Our Favorite iOS Games of 2011: Part 1

When I started going back through my 2011 reviews to prepare this article, I quickly knew I was in for trouble. We’ve seen great accomplishments in every imaginable area over the past year, with perfect-scoring games like Anomaly: Warzone Earth, Contre Jour, and Squids tallied on my own list of knockouts. We’ll have to put on an Oscars-sized production to honor more of what deserves honoring, and we’ll be ushering in the New Year with that right after our regular contributors have had a chance to pick out three favorites.

It’s been a great year not only for iOS games, but for games as a storytelling medium, and it’s this aspect of the mobile gaming industry I’m tapping into for my own favorites list this year. These are the games that stuck in the back of my mind long after I set them down to review others. While they all have excellent gameplay in their respective genres, the running theme is that a great story on top of that can really increase a game’s impact — leaving a cultural impression that exceeds its mere entertainment value, as it were.
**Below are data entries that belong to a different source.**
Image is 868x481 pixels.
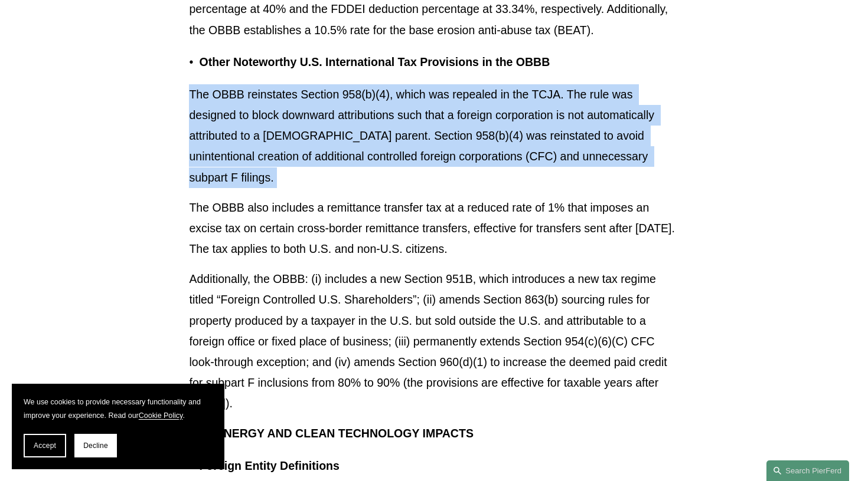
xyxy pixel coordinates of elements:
button: Decline [75,434,117,458]
a: Cookie Policy [139,411,183,420]
strong: KEY ENERGY AND CLEAN TECHNOLOGY IMPACTS [189,427,473,440]
span: Accept [34,442,56,450]
p: The OBBB also includes a remittance transfer tax at a reduced rate of 1% that imposes an excise t... [189,198,678,259]
button: Accept [23,434,66,458]
a: Search this site [766,461,849,481]
strong: Foreign Entity Definitions [199,459,339,472]
p: We use cookies to provide necessary functionality and improve your experience. Read our . [23,395,213,422]
strong: Other Noteworthy U.S. International Tax Provisions in the OBBB [199,55,549,68]
p: The OBBB reinstates Section 958(b)(4), which was repealed in the TCJA. The rule was designed to b... [189,84,678,188]
p: Additionally, the OBBB: (i) includes a new Section 951B, which introduces a new tax regime titled... [189,269,678,414]
span: Decline [83,442,108,450]
section: Cookie banner [12,384,224,469]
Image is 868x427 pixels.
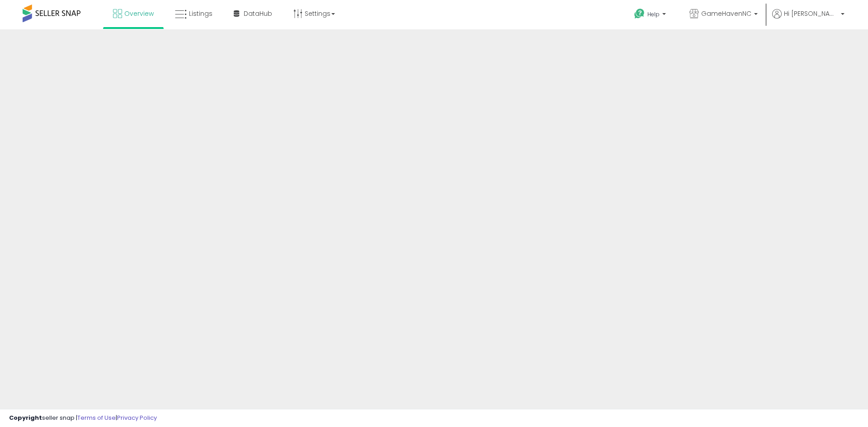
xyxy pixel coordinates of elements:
span: Overview [125,9,153,18]
i: Get Help [634,8,645,19]
a: Hi [PERSON_NAME] [772,9,845,29]
span: GameHavenNC [701,9,751,18]
a: Help [627,2,675,29]
span: Hi [PERSON_NAME] [784,9,839,18]
span: Listings [189,9,212,18]
span: Help [647,10,659,18]
span: DataHub [243,9,272,18]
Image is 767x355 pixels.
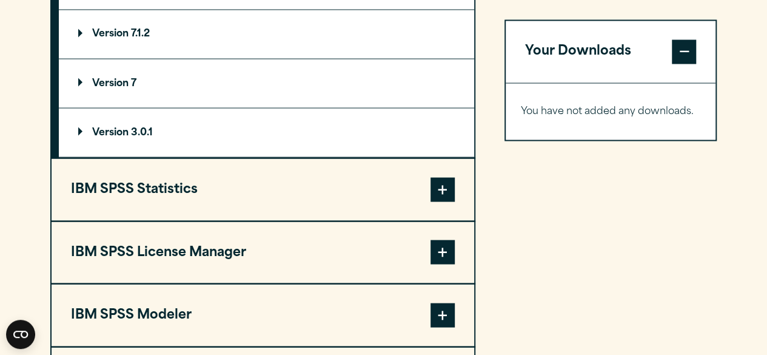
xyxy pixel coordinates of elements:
[506,82,716,140] div: Your Downloads
[52,284,474,346] button: IBM SPSS Modeler
[52,221,474,283] button: IBM SPSS License Manager
[506,21,716,82] button: Your Downloads
[78,127,153,137] p: Version 3.0.1
[59,10,474,58] summary: Version 7.1.2
[78,29,150,39] p: Version 7.1.2
[6,320,35,349] button: Open CMP widget
[521,103,701,120] p: You have not added any downloads.
[52,158,474,220] button: IBM SPSS Statistics
[59,59,474,107] summary: Version 7
[78,78,136,88] p: Version 7
[59,108,474,156] summary: Version 3.0.1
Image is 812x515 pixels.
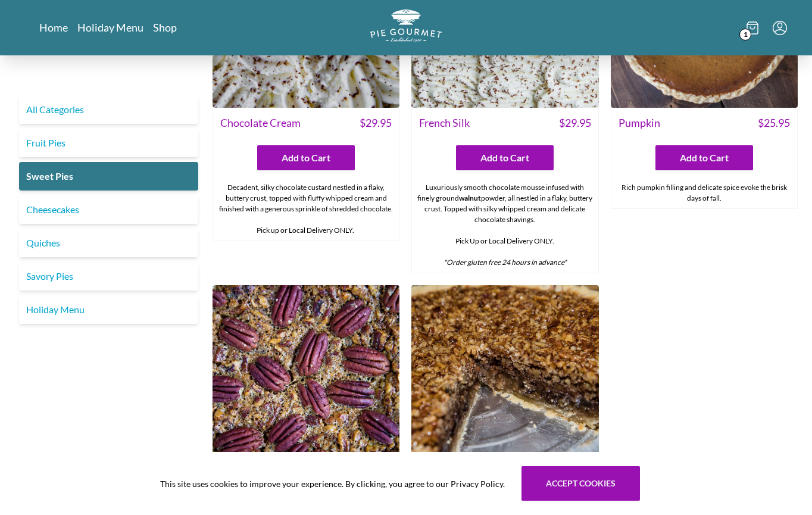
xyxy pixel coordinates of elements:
a: Cheesecakes [19,195,198,224]
div: Decadent, silky chocolate custard nestled in a flaky, buttery crust, topped with fluffy whipped c... [213,177,399,241]
a: Holiday Menu [77,20,143,35]
a: Quiches [19,229,198,258]
span: $ 29.95 [360,115,391,131]
img: Chocolate Pecan [411,285,599,473]
a: Shop [153,20,176,35]
img: logo [371,9,441,42]
a: Sweet Pies [19,162,198,190]
div: Rich pumpkin filling and delicate spice evoke the brisk days of fall. [612,177,797,208]
span: This site uses cookies to improve your experience. By clicking, you agree to our Privacy Policy. [160,478,505,490]
button: Add to Cart [456,146,554,170]
em: *Order gluten free 24 hours in advance* [444,258,567,267]
span: Add to Cart [679,150,729,165]
div: Luxuriously smooth chocolate mousse infused with finely ground powder, all nestled in a flaky, bu... [412,177,598,273]
span: $ 25.95 [758,115,790,131]
strong: walnut [459,194,481,203]
span: French Silk [419,115,470,131]
span: Add to Cart [481,150,529,165]
span: Pumpkin [619,115,660,131]
button: Add to Cart [656,146,753,170]
span: Add to Cart [281,150,331,165]
a: Logo [371,9,441,45]
button: Accept cookies [522,466,640,501]
a: All Categories [19,96,198,124]
a: Savory Pies [19,262,198,291]
a: Home [39,20,68,35]
img: Pecan [213,285,399,473]
a: Fruit Pies [19,129,198,157]
span: Chocolate Cream [220,115,300,131]
button: Menu [773,21,787,35]
span: $ 29.95 [559,115,591,131]
button: Add to Cart [257,146,355,170]
span: 1 [740,29,751,41]
a: Holiday Menu [19,295,198,324]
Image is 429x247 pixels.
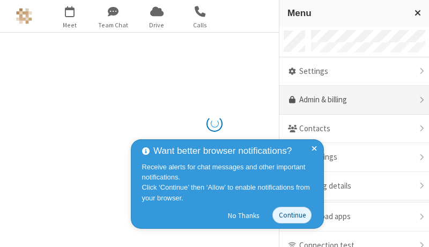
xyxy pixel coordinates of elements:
[50,20,90,30] span: Meet
[279,203,429,232] div: Download apps
[180,20,220,30] span: Calls
[142,162,316,203] div: Receive alerts for chat messages and other important notifications. Click ‘Continue’ then ‘Allow’...
[137,20,177,30] span: Drive
[279,86,429,115] a: Admin & billing
[93,20,134,30] span: Team Chat
[153,144,292,158] span: Want better browser notifications?
[279,115,429,144] div: Contacts
[223,207,265,224] button: No Thanks
[287,8,405,18] h3: Menu
[279,57,429,86] div: Settings
[16,8,32,24] img: Astra
[279,172,429,201] div: Meeting details
[279,143,429,172] div: Recordings
[272,207,312,224] button: Continue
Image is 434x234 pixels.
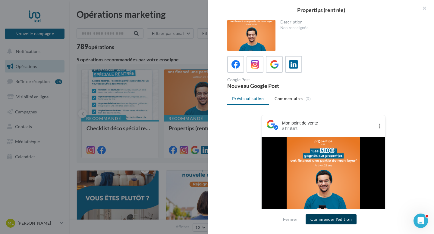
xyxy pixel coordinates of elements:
div: à l'instant [282,126,374,131]
img: 4_5_post_propertips_rentree_scolaire_2025 (1) [286,137,360,229]
button: Commencer l'édition [305,214,356,225]
div: Nouveau Google Post [227,83,321,89]
div: Non renseignée [280,25,415,31]
span: Commentaires [274,96,303,102]
div: Description [280,20,415,24]
span: (0) [305,96,311,101]
iframe: Intercom live chat [413,214,428,228]
button: Fermer [280,216,300,223]
div: Propertips (rentrée) [217,7,424,13]
div: Google Post [227,78,321,82]
div: Mon point de vente [282,120,374,126]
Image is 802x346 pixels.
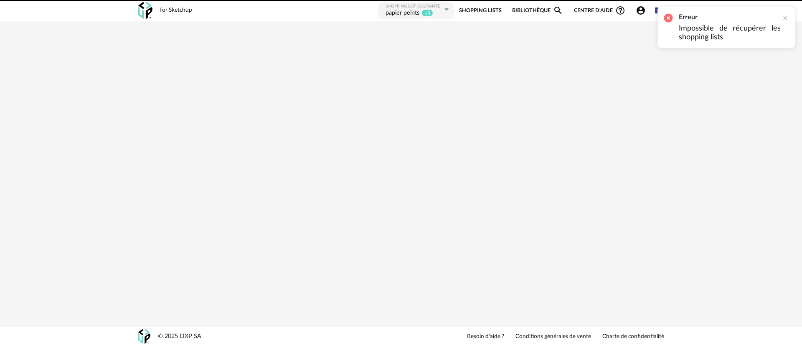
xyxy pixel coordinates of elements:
img: OXP [138,329,150,343]
div: for Sketchup [160,7,192,14]
a: Shopping Lists [459,1,502,20]
div: Shopping List courante [386,4,443,9]
div: papier peints [386,9,420,18]
div: © 2025 OXP SA [158,332,201,340]
span: Centre d'aideHelp Circle Outline icon [574,5,626,15]
img: OXP [138,2,153,19]
span: Magnify icon [553,5,563,15]
a: Besoin d'aide ? [467,333,504,340]
a: Conditions générales de vente [516,333,591,340]
span: Help Circle Outline icon [616,5,626,15]
span: Account Circle icon [636,5,650,15]
span: Account Circle icon [636,5,646,15]
a: BibliothèqueMagnify icon [512,1,563,20]
sup: 15 [422,9,433,17]
p: Impossible de récupérer les shopping lists [679,24,781,42]
a: Charte de confidentialité [603,333,664,340]
h2: Erreur [679,13,781,22]
img: fr [655,6,664,15]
Ravenmark: Scourge of Estellion
by Witching Hour Studios

Freshman developer Witching Hour Studios turned in a massive – and massively good – first outing with this isometric Turn-Based Strategy title. Ravenmark can ride on its gameplay merits alone thanks to wheeling and unit linking systems that make you feel like you’re really in charge of a Roman legion. It isn’t just a game, however; it’s a fine piece of storytelling, weaving one of the richest tapestries of characters and intrigues I’ve seen since Final Fantasy Tactics. Don’t forget that there’s an entirely new campaign scheduled to land in the first quarter of 2012! Could it be the first time the same game lands on two years’ favorites list?

Links: iFanzine Review, Developer Interview, iTunes

The Secret of Chateau de Moreau
by 4:33 and Appsasia

When a game has a strong plot backbone, you usually expect major story advancements as part of your reward for surviving the most harrowing boss battles. In this gripping whodunit by 4:33, the best story bits are the boss battles! Nearly half a year has passed since I played Chateau but I still vividly remember the game’s first interrogation sequence, how I broke into a cold sweat while sifting through my inventory of evidence to save the main character’s hide before a timer could run out. Does it take more than a little inspiration from CAPCOM’s Phoenix Wright series? You betcha, but I, for one, am not complaining. Chateau‘s semi-Victorian setting lends it a comparatively subdued atmosphere, allowing it to capture that classic whodunit feel with a style that’s well distinguished from Phoenix‘s over-the-top courtroom mayhem.

Chateau is also a great example of just how much an excellent character artist can do for a game. It’s impossible to appreciate from screenshots just how animated and downright charismatic the portraits are in-game. These really solidify the player’s impression of each suspect and carry the story past the occasional translation quirk.

Links: iFanzine Review, iTunes

6th Planet
by Monkube

Monkube’s 50 100+ level take on Lunar Lander gets everything right that the genre can: smooth controls, some interesting twists on the usual formula, and satisfyingly complex and evolving level design. To top it all off Monkube teamed up with Vivi Film, Glass House Graphics, and Ape Entertainment to produce an entire comic book’s worth of story, and it turned out to be a downright interesting one thanks to an intriguing premise and an unlikely hero. I’ve played many renditions of Lunar Lander, but only one that asked me to step into the suit of a space chimp and tugged at my heartstrings enough to care about the little fella. For that, 6th Planet will always hold a fond place in this gamer’s memory.